Border Bumping
Live maps in which roaming cellphones redraw national borders wherever the network disagrees with the cartographers.
National borders are a construct — a line on a map, a sign by the road. Crossing one usually feels like nothing at all… until your phone buzzes: welcome abroad, roaming charges apply. Often that happens kilometers before or after the official line. Border Bumping takes these cellphone moments seriously: wherever a device registers a border that the map disagrees with, the border itself gets redrawn — the territory as told by cell towers, not cartographers.
The project was created by Julian Oliver for the Mobile Republic caravan exhibition; I built the visualization side together with Till Nagel — live maps in which the collected “bumps” continuously distort national borders. Till wrote a detailed account of our design and programming process, and the project was featured on The Creators Project.
The stack, for the technically curious: TileMill for a toner-like map style served from the caravan’s own server, OpenStreetMap for country, street, and city data, GeoJSON for the interactive border data, Leaflet for a fast multitouch map with SVG rendering, D3 to animate the distortions and read in the bumping data, jQuery/zepto for the lightweight UI — and paper to prototype the ideas in the first place. Built Berlin-hack-style between coffee, beers, and night sessions; the code is open source on GitHub.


- [Description of the task]:
With the pictures omitted, please transcribe exactly the lines beginning at the one that contains "Task: Click on the a: Terms" and ending with the last line of the records below.

- [Data provided]:

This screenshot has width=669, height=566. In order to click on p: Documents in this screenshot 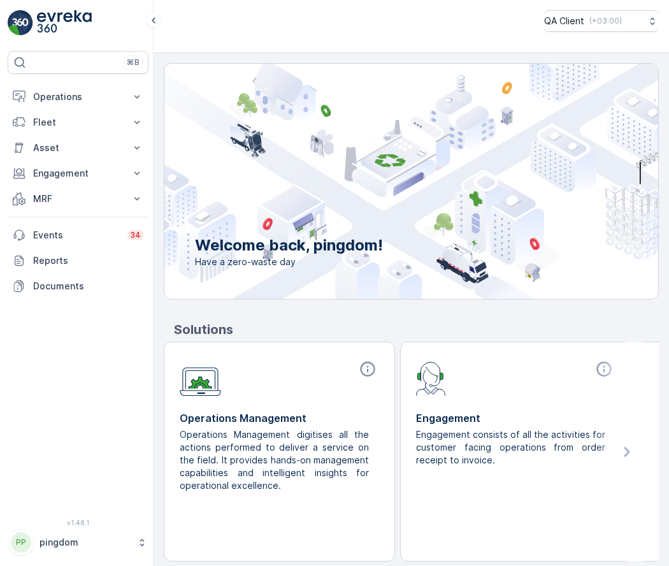, I will do `click(88, 286)`.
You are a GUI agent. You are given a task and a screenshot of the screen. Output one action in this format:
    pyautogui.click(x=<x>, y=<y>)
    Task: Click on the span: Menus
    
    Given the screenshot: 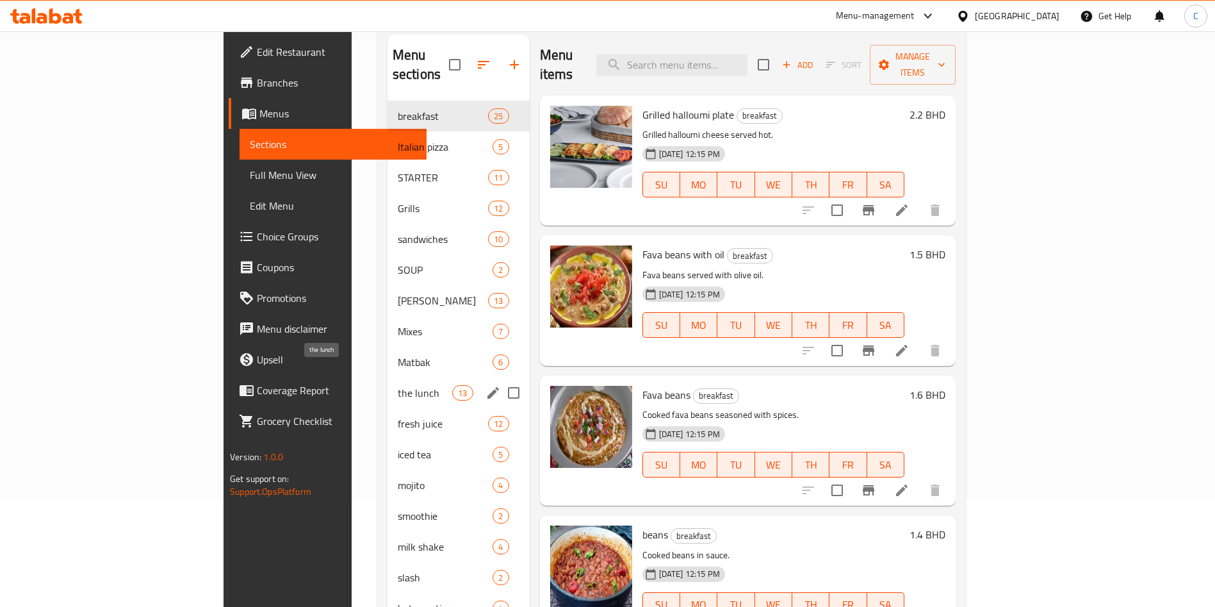 What is the action you would take?
    pyautogui.click(x=338, y=113)
    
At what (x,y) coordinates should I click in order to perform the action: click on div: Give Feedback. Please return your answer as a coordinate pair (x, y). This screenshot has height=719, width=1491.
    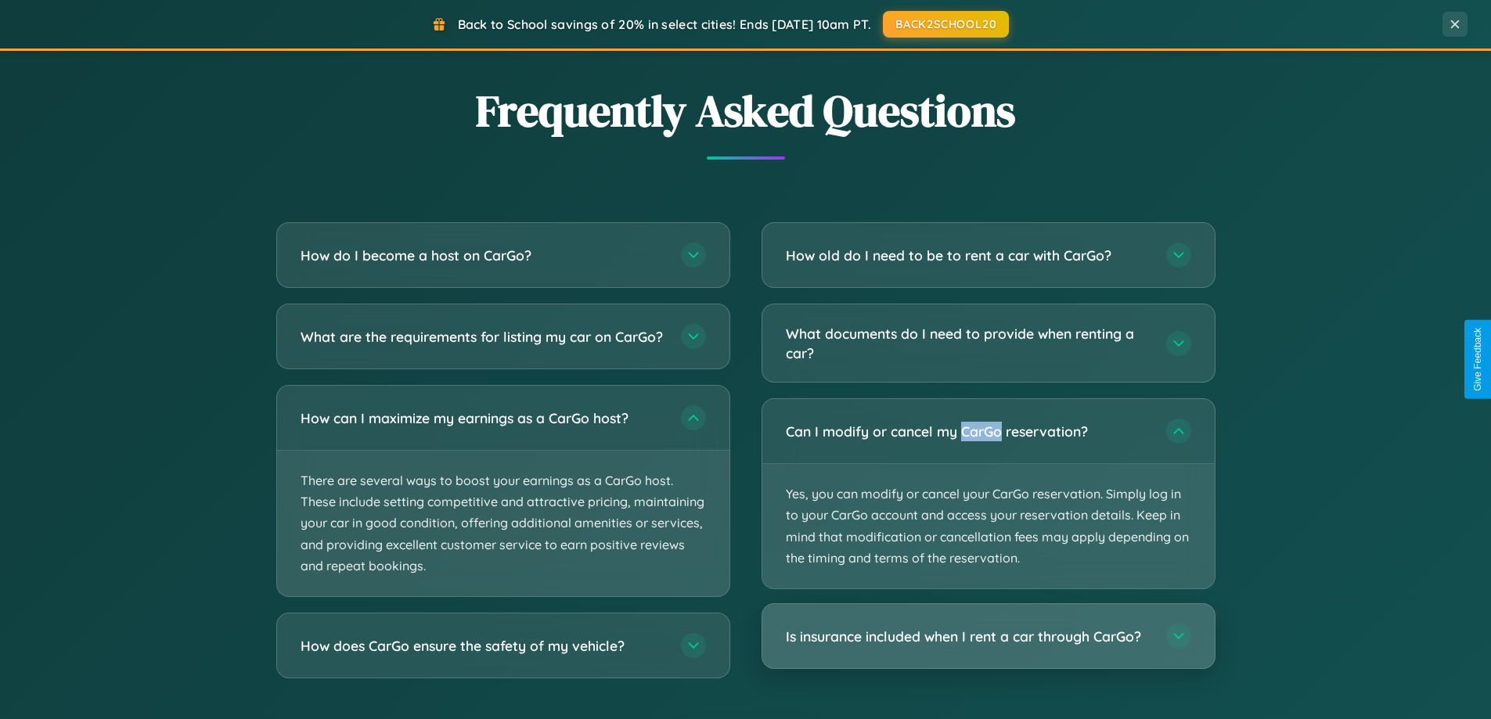
    Looking at the image, I should click on (1478, 359).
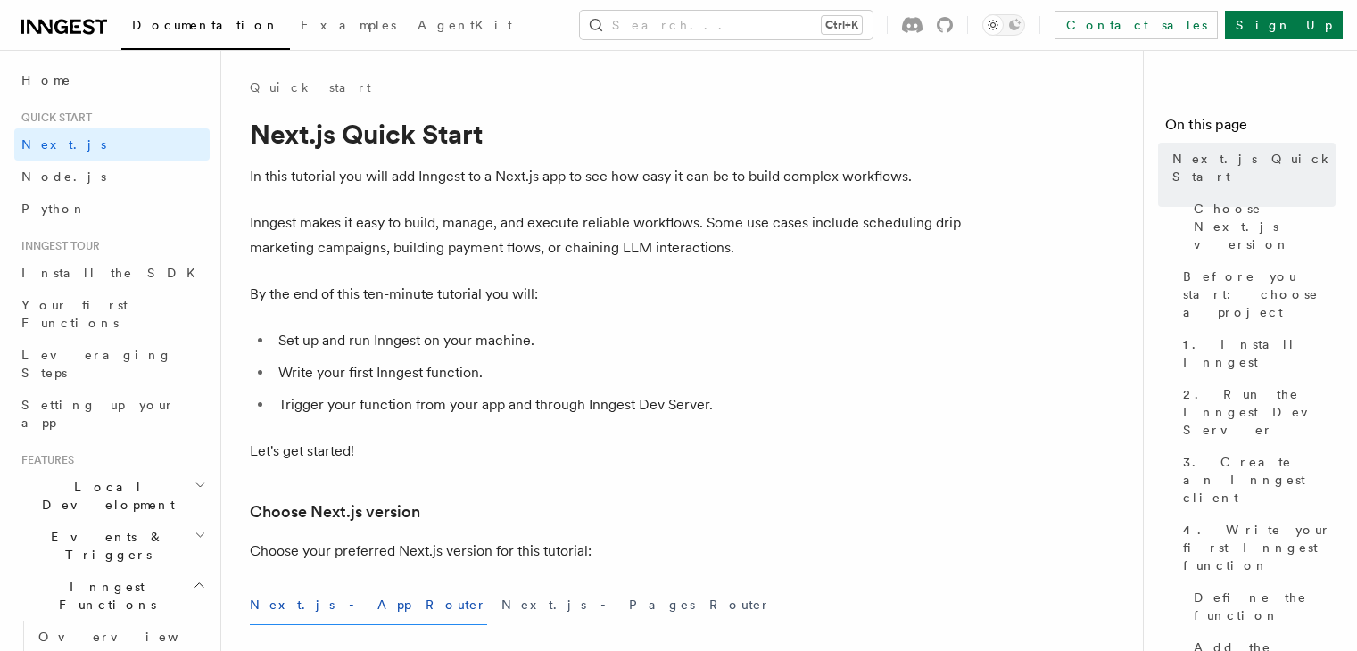 Image resolution: width=1357 pixels, height=651 pixels. Describe the element at coordinates (98, 414) in the screenshot. I see `span: Setting up your app` at that location.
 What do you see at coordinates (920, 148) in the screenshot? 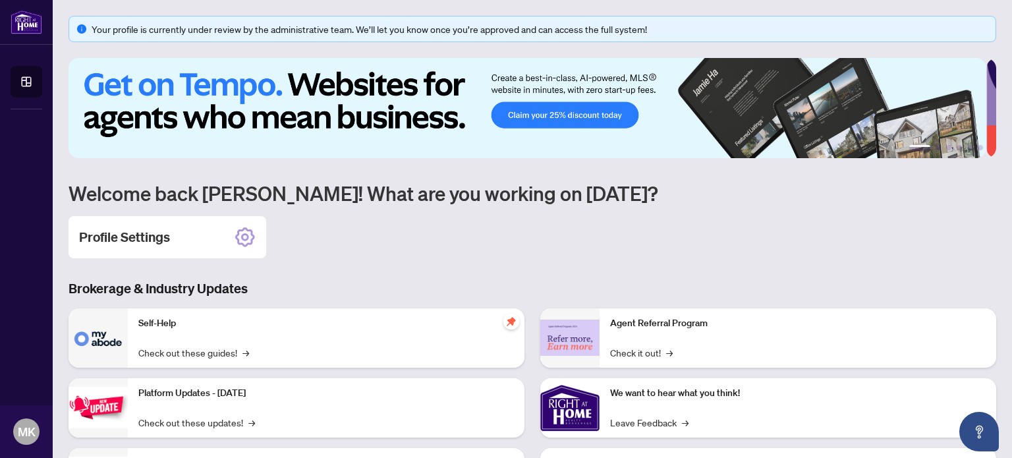
I see `button: 1` at bounding box center [920, 148].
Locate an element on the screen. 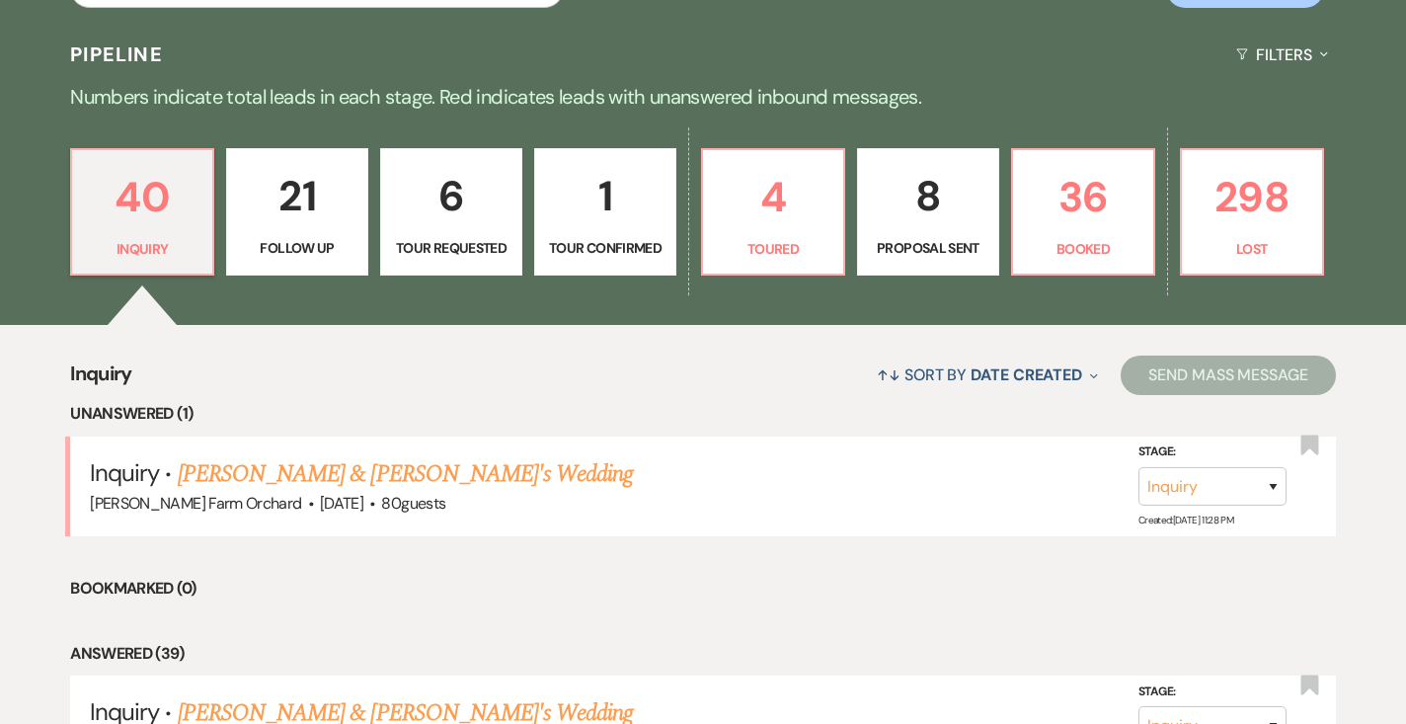 The image size is (1406, 724). a: 6Tour Requested is located at coordinates (451, 212).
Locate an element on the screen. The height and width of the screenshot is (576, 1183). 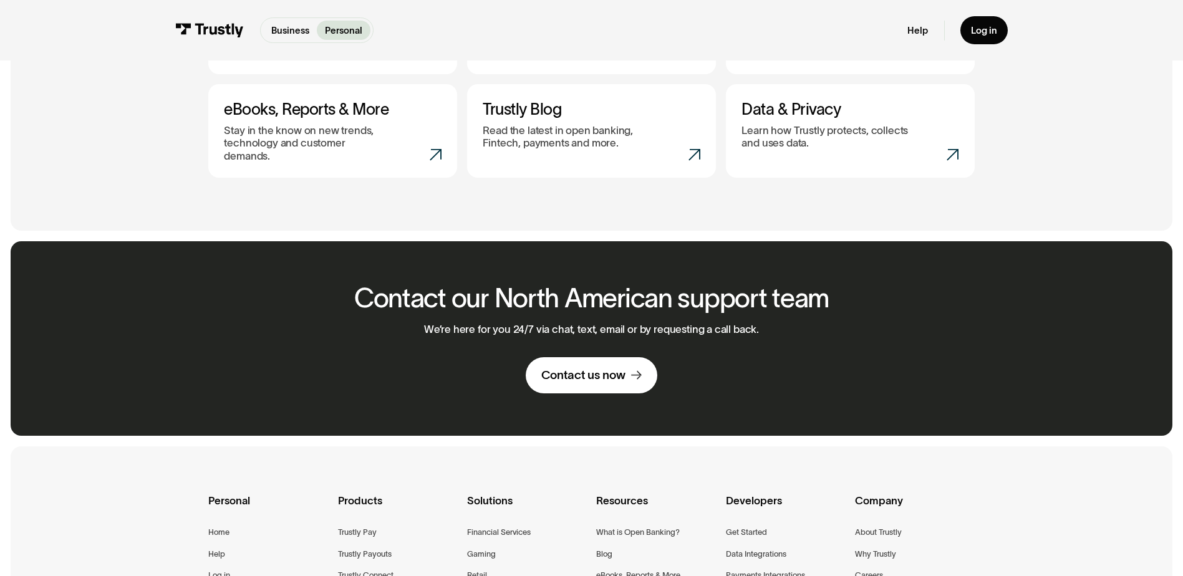
a: Business is located at coordinates (290, 30).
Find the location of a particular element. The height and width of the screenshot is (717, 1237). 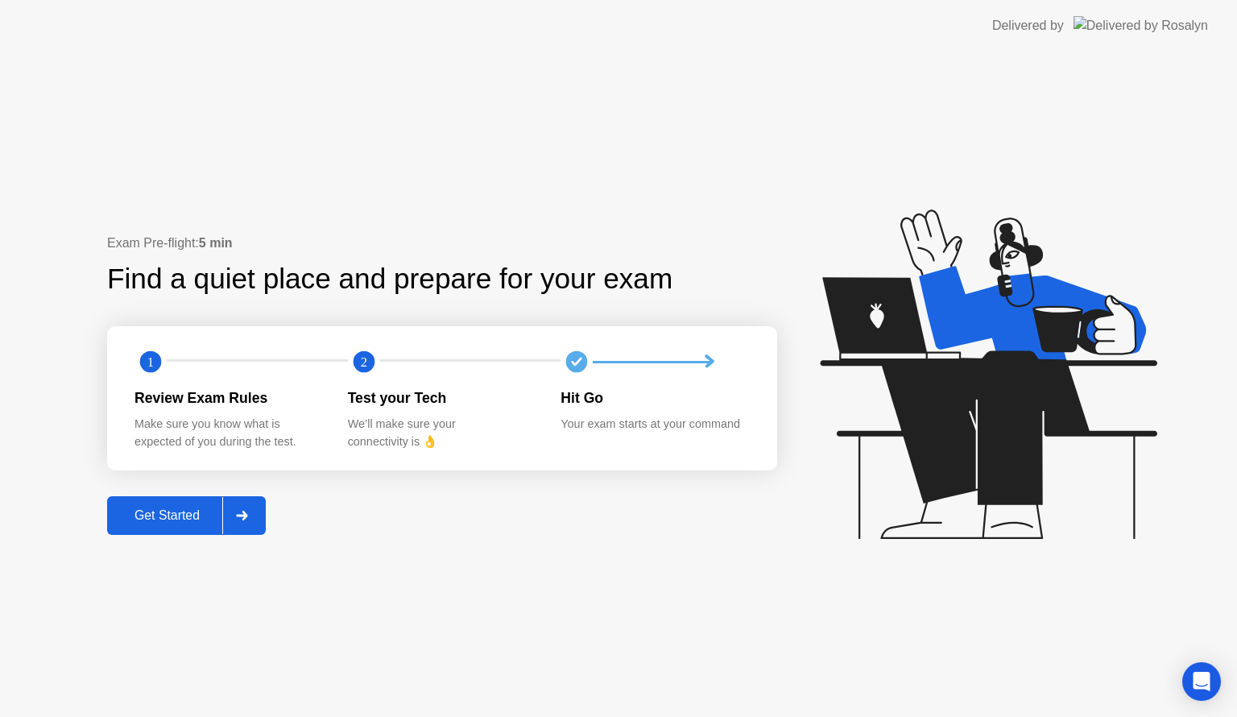

div: Delivered by is located at coordinates (1027, 26).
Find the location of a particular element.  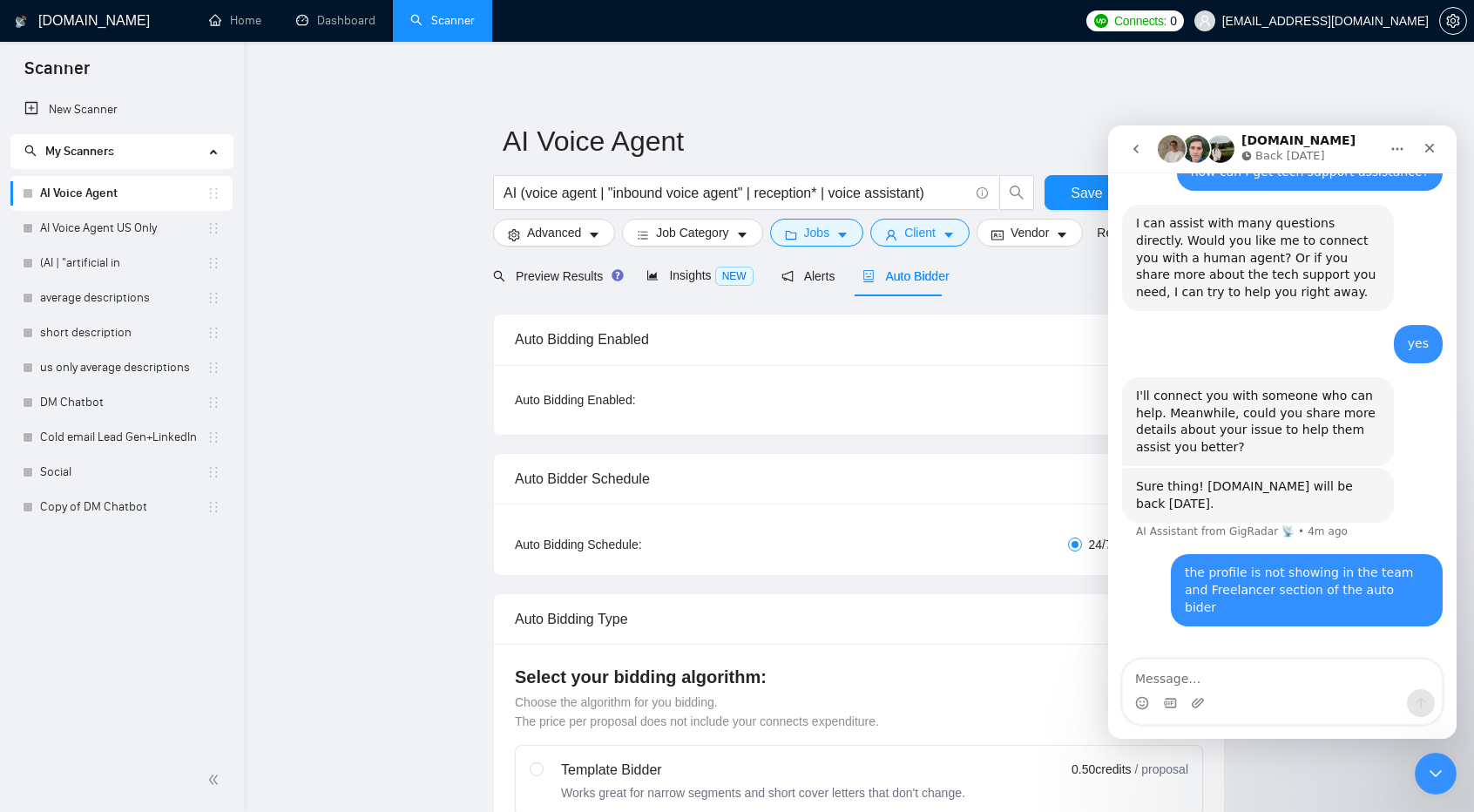

a: DM Chatbot is located at coordinates (123, 403).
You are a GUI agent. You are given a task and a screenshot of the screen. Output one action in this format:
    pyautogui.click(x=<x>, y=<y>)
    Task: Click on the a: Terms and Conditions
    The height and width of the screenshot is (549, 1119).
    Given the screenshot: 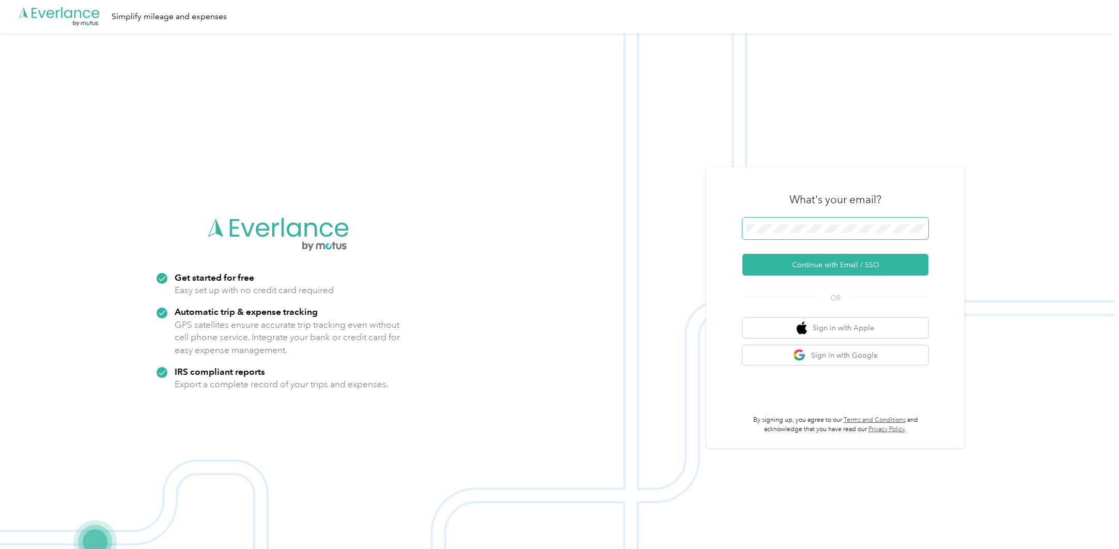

- [Answer for this exercise]:
    Task: Click on the a: Terms and Conditions
    The height and width of the screenshot is (549, 1119).
    Given the screenshot: 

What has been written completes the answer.